Racisms

It’s time to police the police

When the BLM protests of 2020 were met with police brutality, the point was proved. Being responsible for police, city governments across the country knew they needed to do something, but resisted change. This was done either outright or with empty promises, and Portland, Maine was no different. 

Protests here were met with police firing pepper balls and the city council promising to view its work through the “lens of racial equity.” The council’s first long, hard look through that lens was the creation of the Racial Equity Steering Committee (RESC). The 13-member group was tasked with examining Portland’s approach to policing and producing a report with its recommended changes. 

Now, the thing about these groups is that, historically speaking, their creation is often a predictable and transparent act of bureaucratic delay and cowardice. White leaders have been creating things like the RESC in this country since the Chicago Commission on Race Relations in 1919. The best-known example is the Kerner Commission, created by Lyndon B. Johnson to investigate the causes of Black unrest in the summer of 1967. 

In that commission’s report, Dr. Kenneth B. Clark is quoted as saying, “I read that report … of the 1919 riot in Chicago, and it is as if I were reading the report of the investigating committee on the Harlem riot of ’35, the report of the investigating committee on the Harlem riot of ’43, the report of the McCone Commission on the Watts Riot. 

“I must again in candor say to you members of the Commission – it is a kind of Alice in Wonderland – with the same moving picture re-shown over and over again, the same analysis, the same recommendations and the same inaction.”

Maybe you see the pattern? 

The RESC’s report was released in April of 2021 and was predictably similar to its century’s worth of predecessors. One of its many suggestions was to dissolve Portland’s largely symbolic Police Citizen Review Subcommittee and replace it with a new board that is “transparent” and “provides true accountability.” 

In the fall of 2022, 61 percent of Portlanders voted for a new civilian police review board, agreeing that there should at least be some accountability for police. That need has only become more clear in the last year. Last January a study found that Black people in Portland are three times more likely than whites to be arrested, and “the odds of Black or Latinx individuals being arrested increased when the incident was initiated by the officer rather than initiated by a 911 call.” 

Last April, Portland police looked on as Nazis marched through the city, displaying a banner reading “DEFEND WHITE COMMUNITIES” while screaming racial slurs at passersby. The police intervened only when the Nazis attacked members of Portland’s LGBTQ community in front of City Hall. Disorderly Conduct is punishable by up to six months in jail and a $1,000 fine in Maine, but the Nazis were allowed to leave the scene without so much as being ID’d.

The city council is due to finalize the new Civilian Police Review Board this month, and while that may seem like a relief, the situation has gone from bad to worse. City staff has inserted language stating, “The board shall make no recommendations or offer any findings or comments relative to any disciplinary action, or lack of action, against any officer,” thus destroying any chance of transparency or true accountability.

It actually gets worse than that, because if the city council held a hearing on an accusation of police misconduct, councilors “will have no power or authority to subpoena or call witnesses nor to impose or modify any disciplinary action, or lack of action, against any police officer. The city council’s hearing will not address, and its advisory opinion will make no recommendations nor offer any findings or comments relative to any disciplinary action, or lack of action, against any officer or any other personnel matter.” 

In case there’s still any question about whom the law is intended to serve in this city, the Press Herald recently reported, “Portland has fielded 182 complaints, mandated 150 cases of remedial action and issued 37 violations against landlords since the city’s rent control ordinance took effect three years ago. … But the city has yet to issue a single fine.”

If Portland wants to remain a city where laws don’t apply to Nazis or landlords, then it must also refuse its citizens the right to hold police accountable, against the clear wishes of those citizens. I would prefer Portland not be that kind of city. Since Portlanders are clearly past being able to vote their way out of this, the only hope is further civic engagement. Contact your city councilor and/or the city manager. Tell them this version of the Civilian Police Review Board is unacceptable. 

“We will live here together, or we’ll die here together,” James Baldwin said in 1968. “It is not I am telling you. Time is telling you. You will listen, or you will perish.”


■ What the task asks
If a line includes "category", copy it out of the entries.

:: Given records

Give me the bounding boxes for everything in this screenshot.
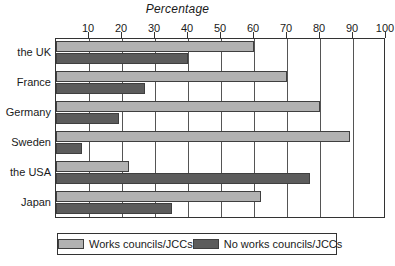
category-label-sweden: Sweden (0, 136, 51, 148)
x-axis-tickmark-30 (154, 32, 155, 38)
x-axis-tickmark-90 (352, 32, 353, 38)
legend-swatch-0 (58, 239, 84, 249)
legend-entry-0: Works councils/JCCs (58, 238, 193, 250)
x-axis-tickmark-20 (121, 32, 122, 38)
category-label-japan: Japan (0, 196, 51, 208)
bar-the-usa-series-1 (56, 173, 310, 184)
legend-entry-1: No works councils/JCCs (193, 238, 343, 250)
x-axis-tickmark-60 (253, 32, 254, 38)
bar-sweden-series-1 (56, 143, 82, 154)
bar-japan-series-1 (56, 203, 172, 214)
percentage-bar-chart: Percentage 102030405060708090100 the UKF… (0, 0, 395, 266)
bar-row (56, 69, 384, 99)
bar-france-series-1 (56, 83, 145, 94)
chart-title: Percentage (0, 2, 355, 16)
x-axis-tickmark-50 (220, 32, 221, 38)
bar-the-usa-series-0 (56, 161, 129, 172)
legend-swatch-1 (193, 239, 219, 249)
y-axis-category-labels: the UKFranceGermanySwedenthe USAJapan (0, 38, 51, 218)
bar-japan-series-0 (56, 191, 261, 202)
category-label-france: France (0, 76, 51, 88)
bar-germany-series-1 (56, 113, 119, 124)
bar-row (56, 39, 384, 69)
x-axis-tickmark-10 (88, 32, 89, 38)
bar-france-series-0 (56, 71, 287, 82)
category-label-the-uk: the UK (0, 46, 51, 58)
x-axis-tickmark-100 (385, 32, 386, 38)
bar-the-uk-series-0 (56, 41, 254, 52)
bar-row (56, 159, 384, 189)
x-axis-tickmark-80 (319, 32, 320, 38)
bar-row (56, 99, 384, 129)
category-label-germany: Germany (0, 106, 51, 118)
bar-sweden-series-0 (56, 131, 350, 142)
chart-legend: Works councils/JCCsNo works councils/JCC… (57, 233, 337, 255)
legend-label-0: Works councils/JCCs (89, 238, 193, 250)
bar-the-uk-series-1 (56, 53, 188, 64)
legend-label-1: No works councils/JCCs (224, 238, 343, 250)
plot-area (55, 38, 385, 218)
bar-row (56, 189, 384, 219)
bar-row (56, 129, 384, 159)
bar-germany-series-0 (56, 101, 320, 112)
x-axis-tickmark-40 (187, 32, 188, 38)
x-axis-tickmark-70 (286, 32, 287, 38)
category-label-the-usa: the USA (0, 166, 51, 178)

::::

■ Response below
category-label-sweden: Sweden (0, 136, 51, 148)
category-label-japan: Japan (0, 196, 51, 208)
y-axis-category-labels: the UKFranceGermanySwedenthe USAJapan (0, 38, 51, 218)
category-label-france: France (0, 76, 51, 88)
category-label-the-uk: the UK (0, 46, 51, 58)
category-label-germany: Germany (0, 106, 51, 118)
category-label-the-usa: the USA (0, 166, 51, 178)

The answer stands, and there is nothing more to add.